UNHAPPY residents claim a borough council hedge-trimming operation has created an eyesore in their Basingstoke neighbourhood.

Pensioner Margaret Garland, of Borodin Close, Brighton Hill, said environmental care teams at Basingstoke and Deane Borough Council had gone “over the top” in their push to tidy up.

The 75-year-old said: “We are devastated. My husband is vulnerable so we asked the council for a substantial fence to be put up, but instead we have now lost our privacy and our security.”

Mrs Garland said her back garden is now entirely visible to people travelling down Hatch Warren Lane.

She continued: “The environmental care teams have just gone mad. If you walk around the estate there are other shrubs against the fences. It is easy to kill plants but a lot harder to grow them.”

Bernadette Parkhouse, also of Borodin Close, said: “It doesn’t look very nice.
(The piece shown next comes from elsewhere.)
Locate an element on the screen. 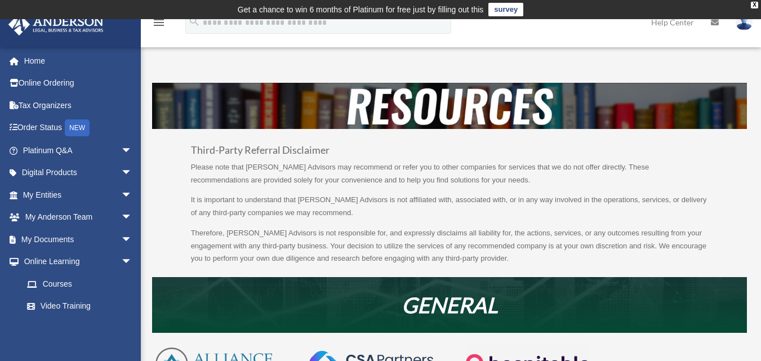  a: Courses is located at coordinates (82, 284).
We were all sent a letter but we didn’t realise they were going to cut it all down.”

Noel Preece, environmental care manager at the council, said the council had responded to residents’ requests for hedge management.

He said: “We carried out a consultation, and with the residents’ agreement, we are carrying out work to reduce the laurel and shrubs in Hatch Warren Lane.

“In the short-term, this may not look very attractive but the growing season is just starting and this will quickly green up and will start to grow almost immediately.

“This is why we do this work at this time of year.

“Management of the laurel, which is not a good wildlife resource as it is poisonous to most insects and shades out any native species of flora, was long overdue and although this may look unsightly now, it will in the long run look a lot better.”